IntervalRegressionCV {penaltyLearning} | R Documentation |
IntervalRegressionCV
Description
Use cross-validation to fit an L1-regularized linear interval
regression model by optimizing margin and/or regularization
parameters.
This function repeatedly calls IntervalRegressionRegularized
, and by
default assumes that margin=1. To optimize the margin,
specify the margin.vec
parameter
manually, or use IntervalRegressionCVmargin
(which takes more computation time
but yields more accurate models).
If the future package is available,
two levels of future_lapply are used
to parallelize on validation.fold and margin.
Usage
IntervalRegressionCV(feature.mat,
target.mat, n.folds = ifelse(nrow(feature.mat) <
10, 3L, 5L),
fold.vec = sample(rep(1:n.folds,
l = nrow(feature.mat))),
verbose = 0, min.observations = 10,
reg.type = "min",
incorrect.labels.db = NULL,
initial.regularization = 0.001,
margin.vec = 1, LAPPLY = NULL,
check.unlogged = TRUE,
...)
Arguments
feature.mat |
Numeric feature matrix, n observations x p features. |
target.mat |
Numeric target matrix, n observations x 2 limits. These should be
real-valued (possibly negative). If your data are interval
censored positive-valued survival times, you need to log them to
obtain |
n.folds |
Number of cross-validation folds. |
fold.vec |
Integer vector of fold id numbers. |
verbose |
numeric: 0 for silent, bigger numbers (1 or 2) for more output. |
min.observations |
stop with an error if there are fewer than this many observations. |
reg.type |
Either "1sd" or "min" which specifies how the regularization parameter is chosen during the internal cross-validation loop. min: first take the mean of the K-CV error functions, then minimize it (this is the default since it tends to yield the least test error). 1sd: take the most regularized model with the same margin which is within one standard deviation of that minimum (this model is typically a bit less accurate, but much less complex, so better if you want to interpret the coefficients). |
incorrect.labels.db |
either NULL or a data.table, which specifies the error function to
compute for selecting the regularization parameter on the
validation set. NULL means to minimize the squared hinge loss,
which measures how far the predicted log(penalty) values are from
the target intervals. If a data.table is specified, its first key
should correspond to the rownames of |
initial.regularization |
Passed to |
margin.vec |
numeric vector of margin size hyper-parameters. The computation
time is linear in the number of elements of |
LAPPLY |
Function to use for parallelization, by default
|
check.unlogged |
If TRUE, stop with an error if target matrix is non-negative and has any big difference in successive quantiles (this is an indicator that the user probably forgot to log their outputs). |
... |
passed to |
Value
List representing regularized linear model.
Author(s)
Toby Dylan Hocking
Examples
if(interactive()){
library(penaltyLearning)
data("neuroblastomaProcessed", package="penaltyLearning", envir=environment())
if(require(future)){
plan(multiprocess)
}
set.seed(1)
i.train <- 1:100
fit <- with(neuroblastomaProcessed, IntervalRegressionCV(
feature.mat[i.train,], target.mat[i.train,],
verbose=0))
## When only features and target matrices are specified for
## training, the squared hinge loss is used as the metric to
## minimize on the validation set.
plot(fit)
## Create an incorrect labels data.table (first key is same as
## rownames of feature.mat and target.mat).
library(data.table)
errors.per.model <- data.table(neuroblastomaProcessed$errors)
errors.per.model[, pid.chr := paste0(profile.id, ".", chromosome)]
setkey(errors.per.model, pid.chr)
set.seed(1)
fit <- with(neuroblastomaProcessed, IntervalRegressionCV(
feature.mat[i.train,], target.mat[i.train,],
## The incorrect.labels.db argument is optional, but can be used if
## you want to use AUC as the CV model selection criterion.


Your goal:
Among the lines below, copy exactly those from the one with "At what (x,y)" through the one with "is (1255, 611).", counting both ends.

Provided data:
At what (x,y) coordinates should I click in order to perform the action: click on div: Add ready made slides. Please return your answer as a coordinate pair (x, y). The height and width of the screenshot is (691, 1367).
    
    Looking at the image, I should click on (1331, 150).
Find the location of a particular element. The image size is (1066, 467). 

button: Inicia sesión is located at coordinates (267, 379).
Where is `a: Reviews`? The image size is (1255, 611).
* * *
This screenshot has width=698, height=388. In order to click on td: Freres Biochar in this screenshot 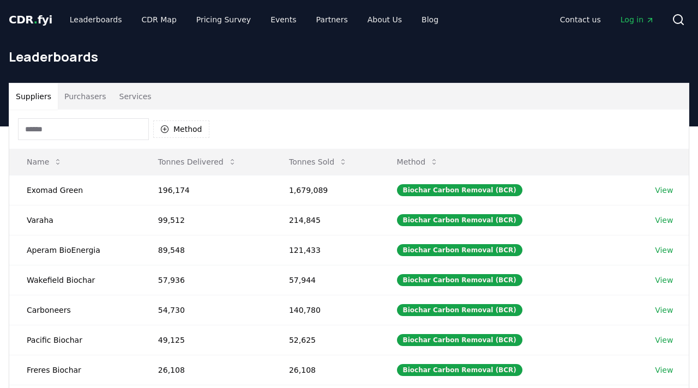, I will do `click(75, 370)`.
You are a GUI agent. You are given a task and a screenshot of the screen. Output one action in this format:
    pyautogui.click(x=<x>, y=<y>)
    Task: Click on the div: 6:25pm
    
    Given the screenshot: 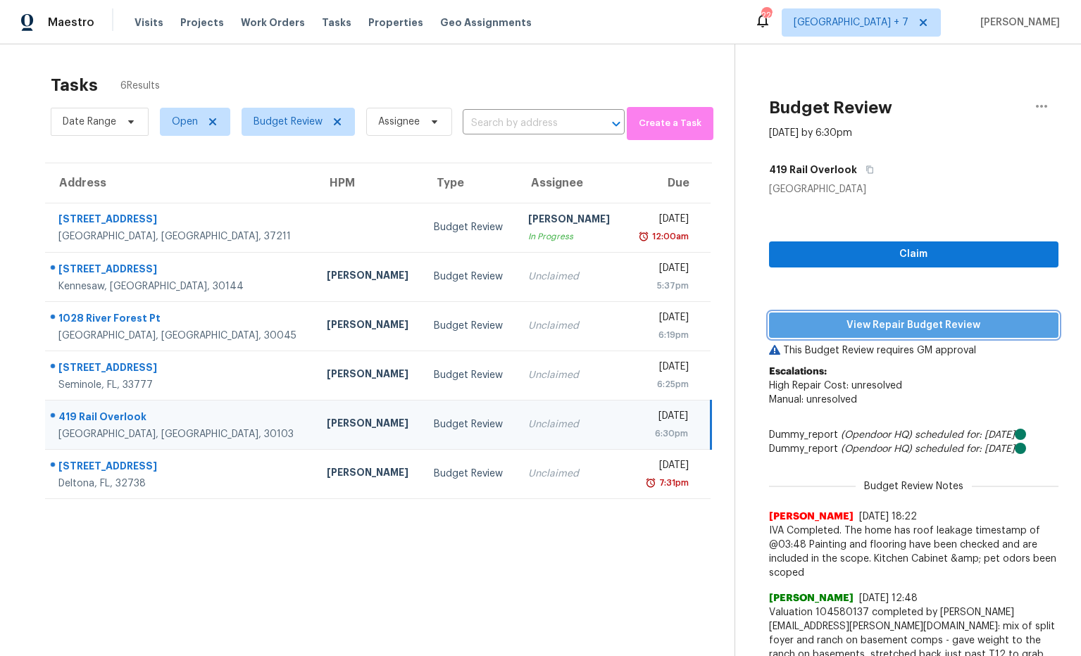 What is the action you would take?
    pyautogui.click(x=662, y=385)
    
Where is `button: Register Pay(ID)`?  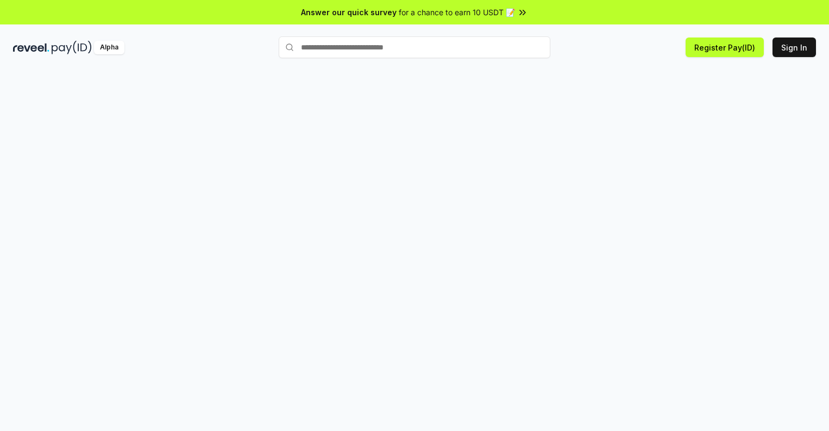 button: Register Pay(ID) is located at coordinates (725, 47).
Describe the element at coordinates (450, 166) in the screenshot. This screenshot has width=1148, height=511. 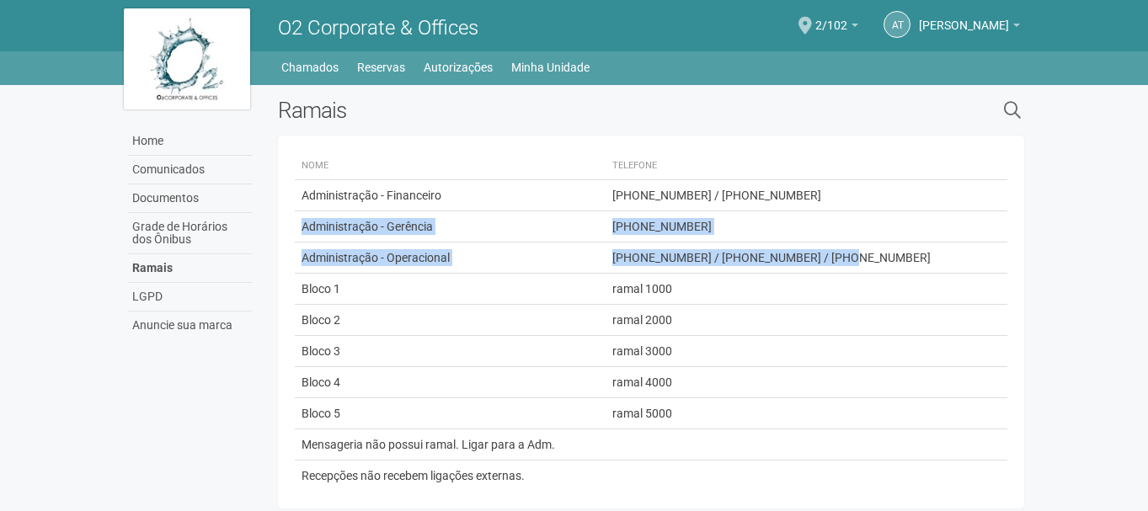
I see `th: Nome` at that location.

Completed exercise:
At what (x,y) coordinates should I click in order to perform the action: click on div: Add ready made slides. Please return your answer as a coordinate pair (x, y). The height and width of the screenshot is (691, 1367).
    
    Looking at the image, I should click on (1331, 150).
Find the location of a particular element. The image size is (1066, 467). 

button: Inicia sesión is located at coordinates (267, 379).
Where is `a: Reviews`? The image size is (1255, 611).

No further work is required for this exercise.